Change can be made in “bite-sized pieces,” said Dr. Mosby Tyler. “Do what you can. Not everything has to be big, because this is a multiplier effect. Because for everything you do, there’s a million other people across the globe doing something, too.”
Active Allyship
Allyship—the act of engagement and support that is behind diversity, equity and inclusion work—should not be thought of as just a catch phrase, Dr. Mosby Tyler said.
“We often don’t use it as a verb; ‘to ally’ is an action,” she said. Dr. Mosby Tyler says she has seen a lot of passivity—a lot of “I stand for this, and I care for that.”
“What we’re after here is something called active allyship,” she said. “It’s where you witness something that might be an injustice or you might see a disparity, and you don’t just talk about it, you research it; you do something about it.”
She said much in the public discourse lately has been intended to discredit DEI.
“I don’t have to tell you, there’s a lot of rhetoric right now about ‘DEI—go away; go to sleep,’” she said. “And I want you to know, it is not going away. There are communities that are actively in this work because it betters their communities, and there are some unlikely communities that are in this work.”
The idea that mostly white, rural communities have no interest in DEI is inaccurate, says Dr. Mosby Tyler, something she knows from her own work.
“I do a lot of work in those particular communities. I knew that wasn’t the truth and that it was rhetoric and that people didn’t understand these communities that they were stereotyping,” she said.
The loss of the capacity for people to communicate, “to appeal to one another, to share stories with one another,” has to do with mental models, she said.
One person might be in a mental model of passive unawareness. For example, according to Dr. Mosby Tyler, someone not long ago told her they “just didn’t realize racism was as bad as it was”—and they were being honest.
Others may be in a model of passive awareness—knowing DEI issues are important but thinking they themselves have no role in them. Others are aware and also act. Some are aware and overly active, “without giving grace to someone not as far along as [they] are,” which can be counterproductive, giving rise to such phenomena as cancel culture.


▶ _Your assignment_: Would you retype exactly the lines below, starting with the one that has "This screenshot has width=755, height=393." and going on through the one that has "Find the location", with no pictures and nothing else?

+++++

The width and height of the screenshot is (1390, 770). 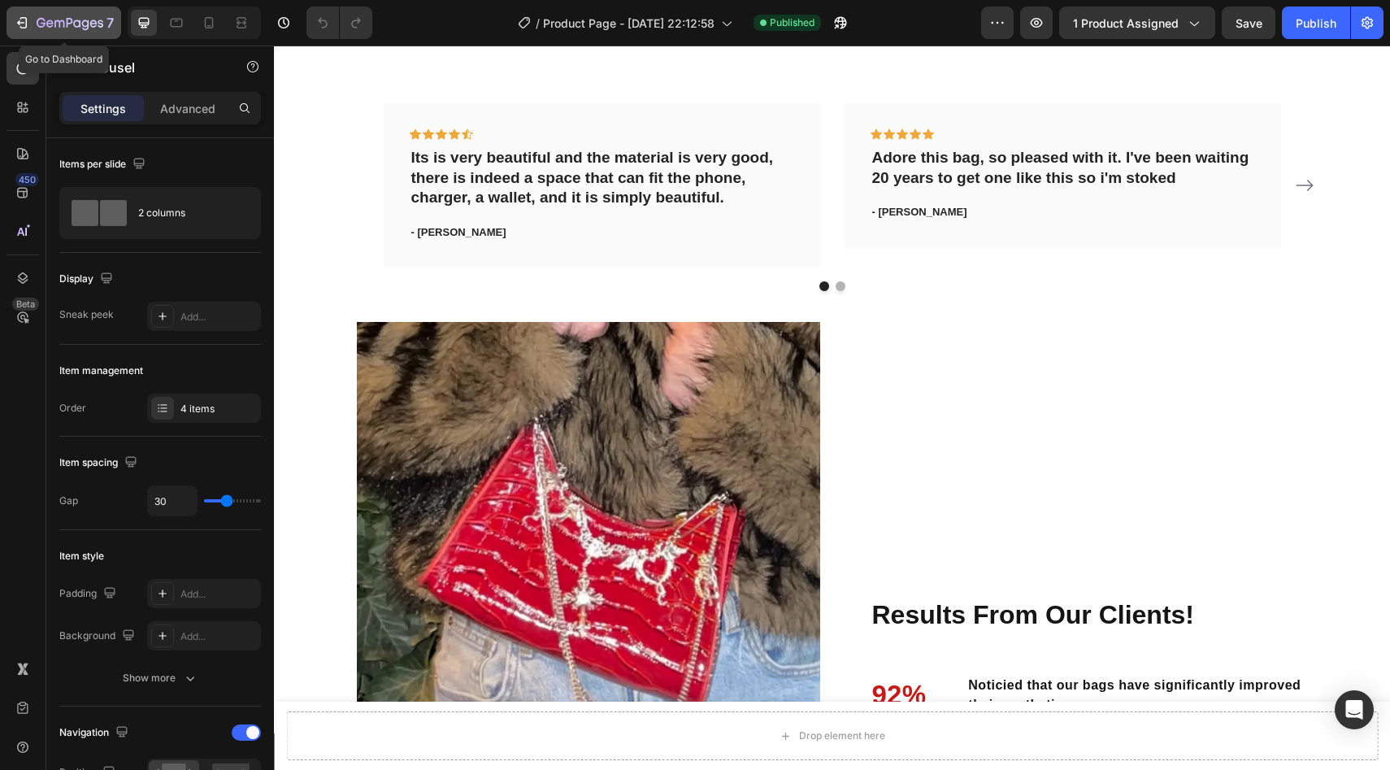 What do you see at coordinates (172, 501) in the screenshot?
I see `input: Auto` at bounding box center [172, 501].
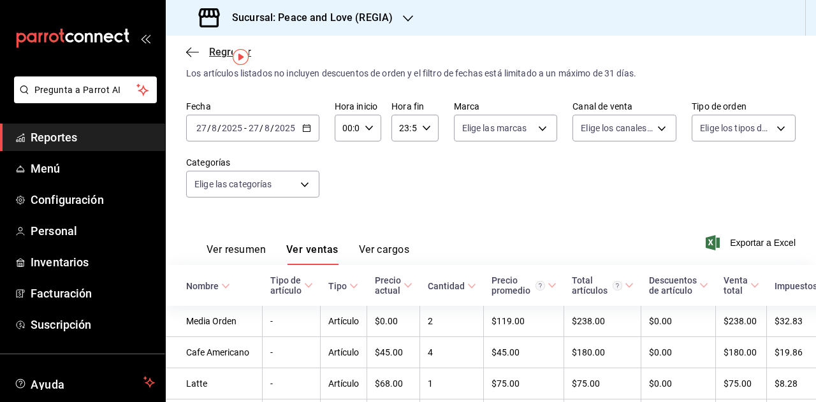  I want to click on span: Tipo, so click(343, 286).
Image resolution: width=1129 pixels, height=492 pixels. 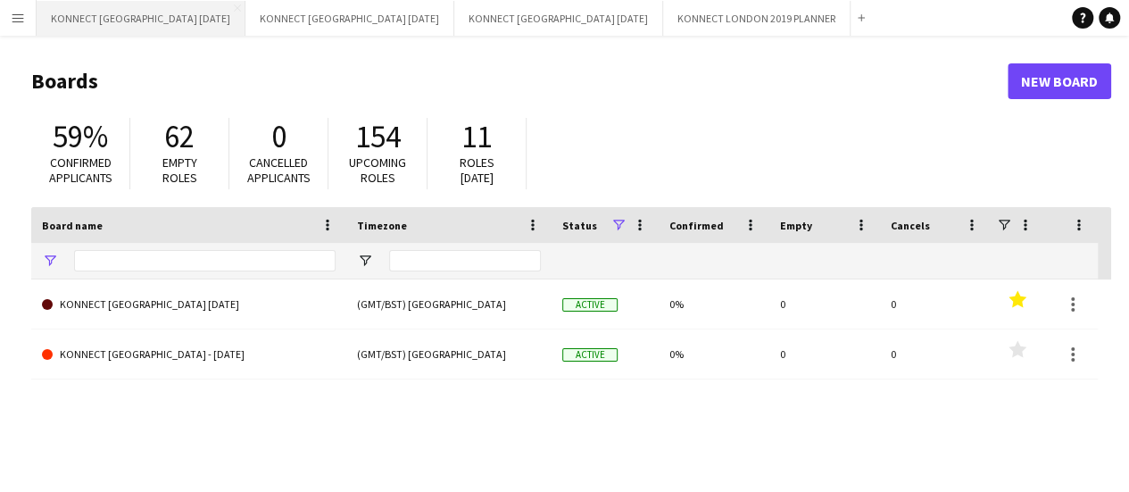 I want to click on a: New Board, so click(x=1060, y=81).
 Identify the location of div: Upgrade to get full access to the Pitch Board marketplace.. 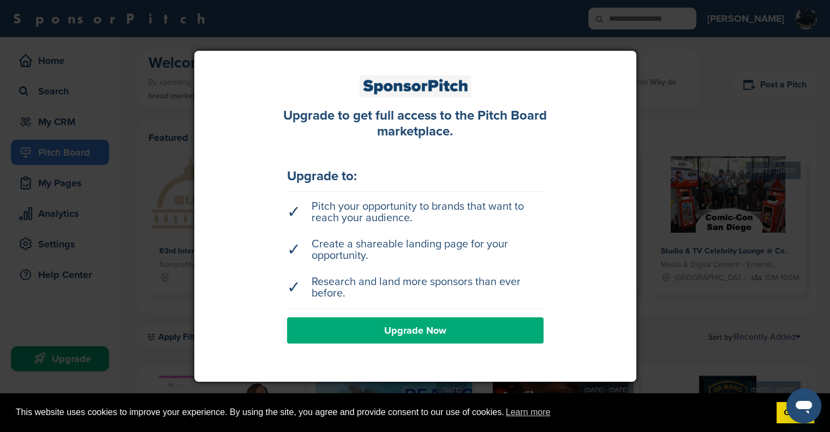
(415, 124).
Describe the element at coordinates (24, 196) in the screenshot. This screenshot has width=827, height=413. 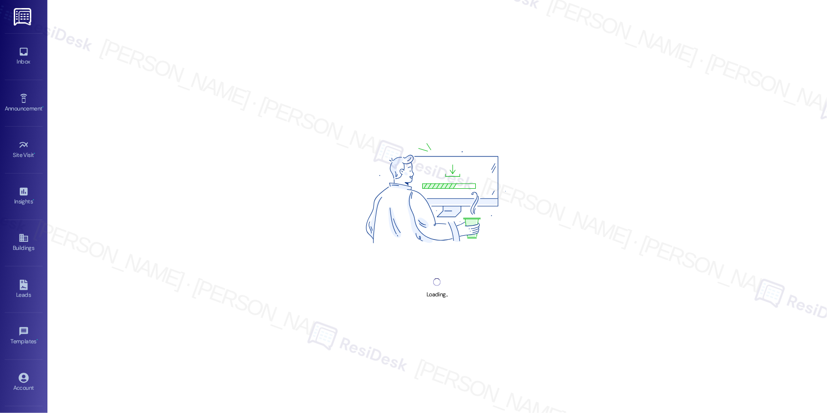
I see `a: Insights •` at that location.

+++++

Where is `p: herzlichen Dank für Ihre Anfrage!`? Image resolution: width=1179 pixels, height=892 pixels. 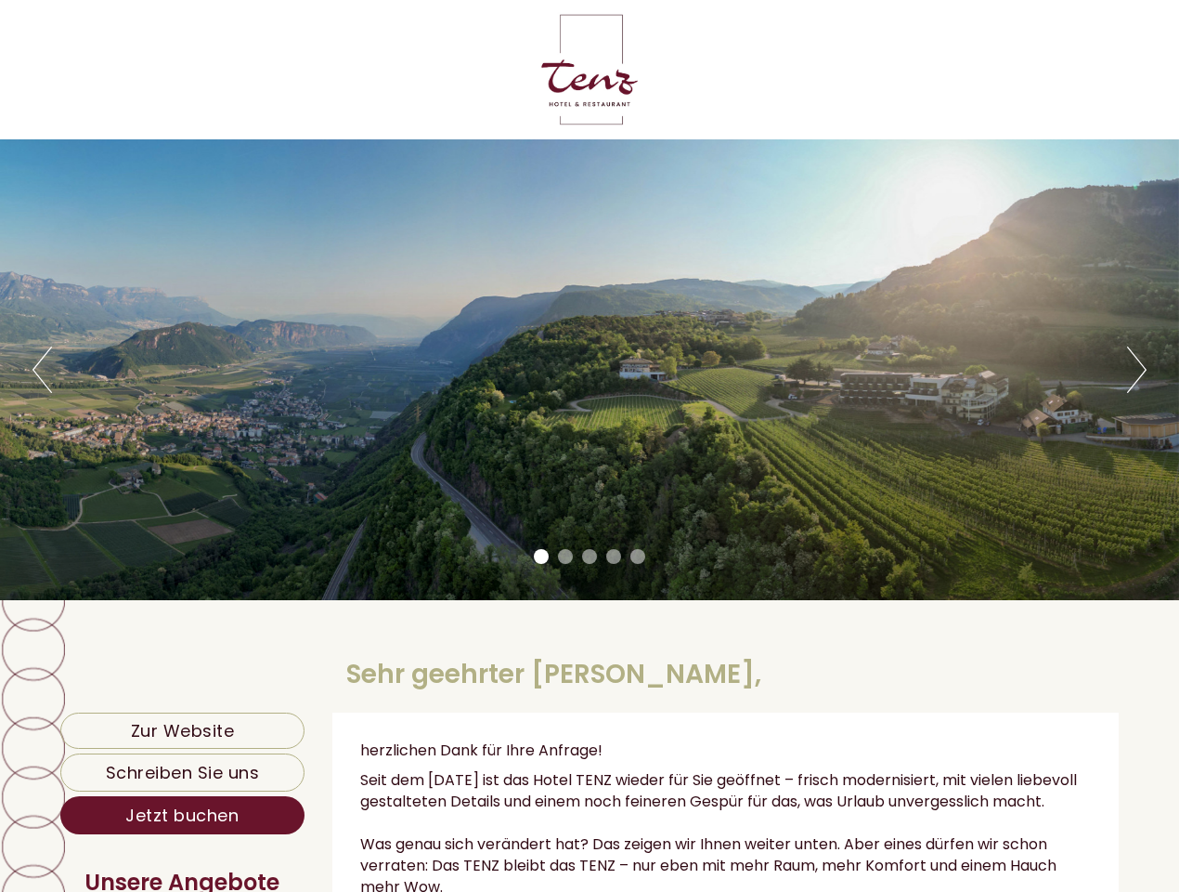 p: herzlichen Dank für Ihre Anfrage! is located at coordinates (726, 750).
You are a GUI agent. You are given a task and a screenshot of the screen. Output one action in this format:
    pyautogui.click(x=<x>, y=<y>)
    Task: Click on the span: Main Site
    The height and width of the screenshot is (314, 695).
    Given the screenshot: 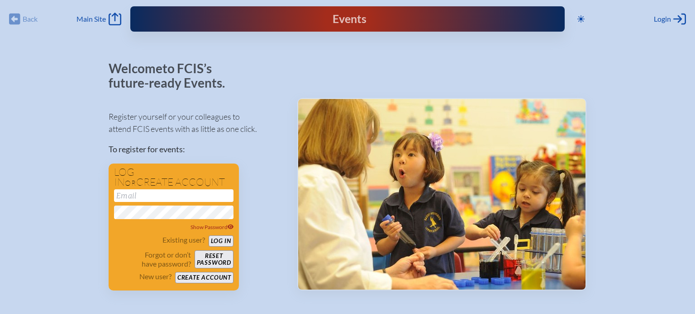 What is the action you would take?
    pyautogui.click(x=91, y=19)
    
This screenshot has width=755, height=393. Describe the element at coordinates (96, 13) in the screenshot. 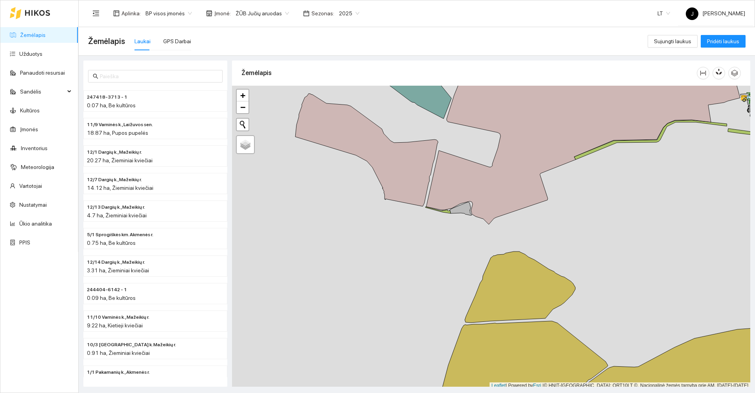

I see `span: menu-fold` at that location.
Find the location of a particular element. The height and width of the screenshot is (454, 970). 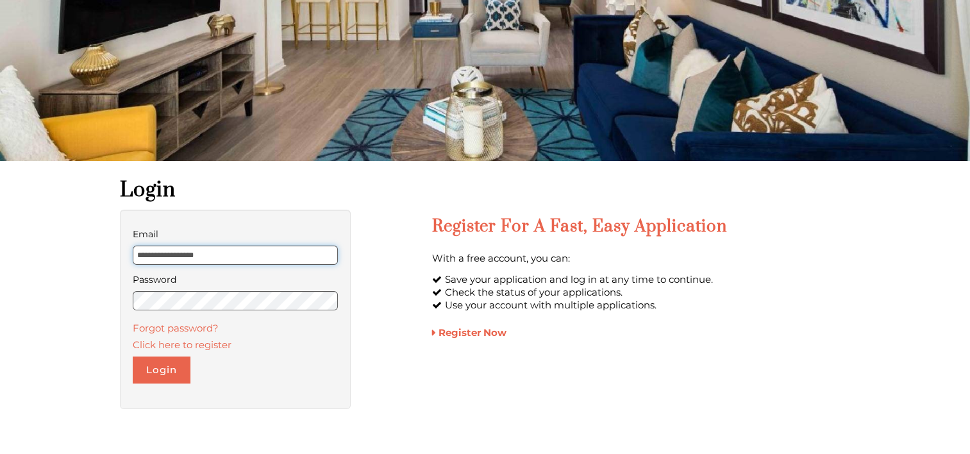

+++++

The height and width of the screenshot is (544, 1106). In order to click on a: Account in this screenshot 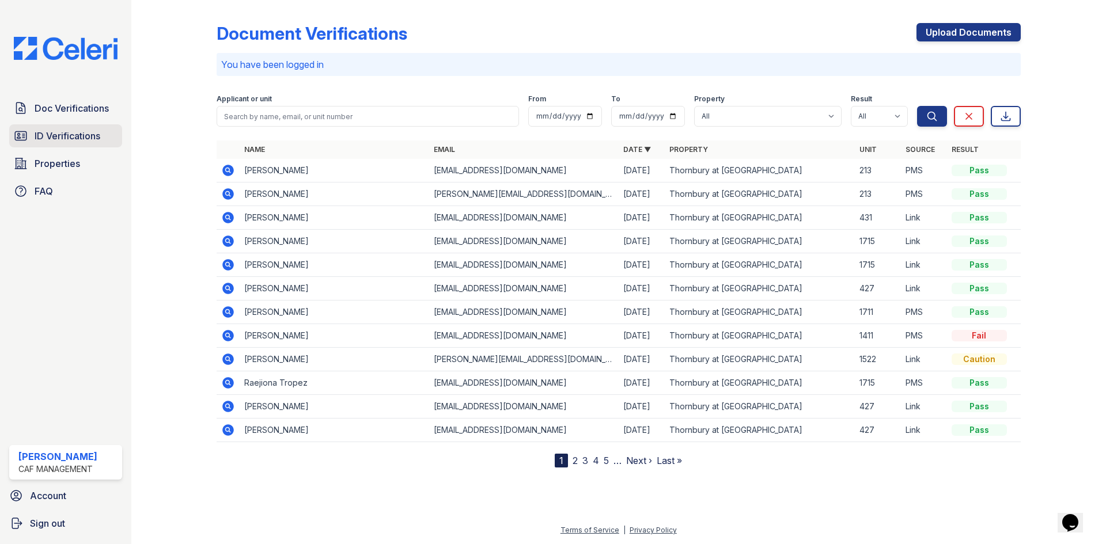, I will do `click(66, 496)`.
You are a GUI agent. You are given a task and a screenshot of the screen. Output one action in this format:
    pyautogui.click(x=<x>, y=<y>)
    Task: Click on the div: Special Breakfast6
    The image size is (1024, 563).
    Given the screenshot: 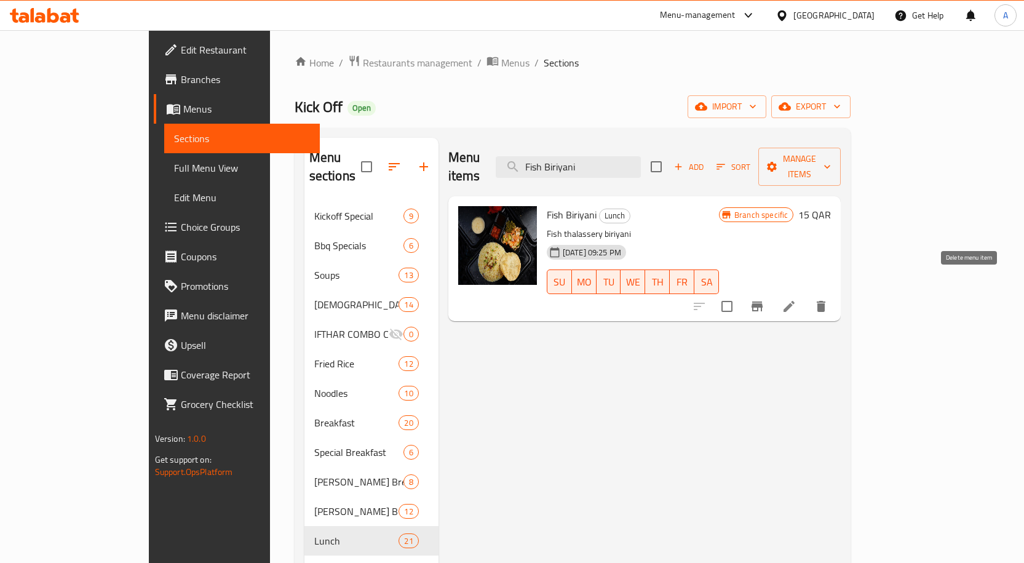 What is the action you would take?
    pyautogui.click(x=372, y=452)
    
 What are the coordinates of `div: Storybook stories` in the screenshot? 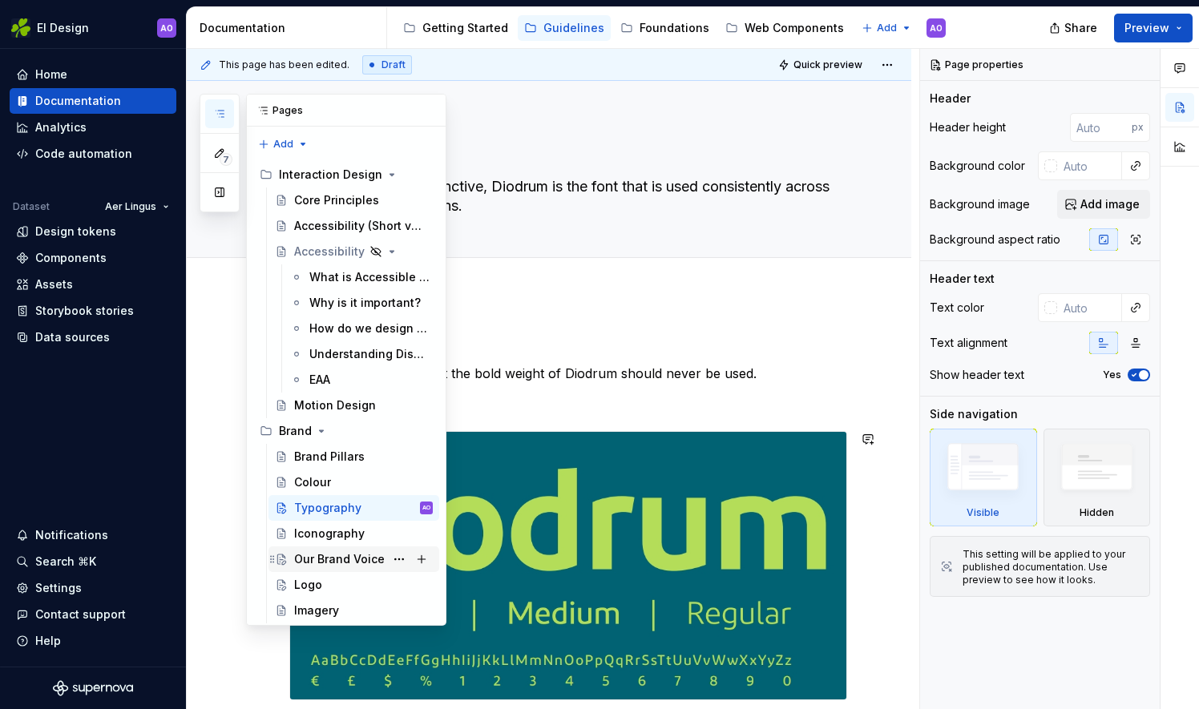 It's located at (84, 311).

+++++

▶ _Exercise solution_:
This screenshot has width=755, height=393. Describe the element at coordinates (96, 13) in the screenshot. 

I see `span: menu-fold` at that location.
Find the location of a particular element. The height and width of the screenshot is (454, 970). 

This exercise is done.